Even so, he has lied to me.
No, not lied to me. How had Holden put it? “Withheld the truth.”
Why?
And, more immediately, why had Lucio reacted that way when I told him he was to see his mother?
At the mention of my name, the second gardener looked at me more sharply, then he too was genuflecting as I made my way past, acknowledging him with a nod, feeling taller all of a sudden and all but puffing out my chest as I approached the front door that I knew so well. I turned before I knocked, to look back across the lawn, where the two guards stood watching me.
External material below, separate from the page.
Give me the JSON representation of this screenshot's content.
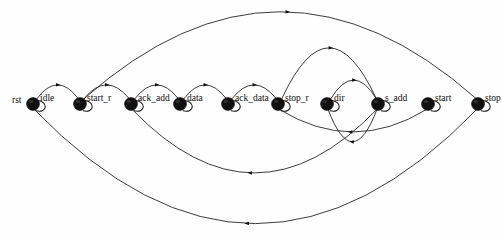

I had trained on that lawn, spent countless hours honing my sword skills.
I knocked, and the door was opened by yet another similarly attired man who also wore a short sword at his waist. The chateau had never been this fully staffed when I had lived here, but then again, when I lived here, we never had a guest as important as the decypherer.
The first familiar face I saw belonged to John Harrison, who looked at me then did a double take. “Haytham,” he blustered, “what the hell are you doing here?”
“Hello, John,” I said equably, “is Reginald here?”
“Well, yes, Haytham, but Reginald is supposed to be here. What are you doing here?”
“I came to check on Lucio.”
“You what?” Harrison was becoming somewhat red-faced. “You ‘came to check on Lucio’?” He was having trouble finding his words now. “What? Why? What on earth do you think you’re doing?”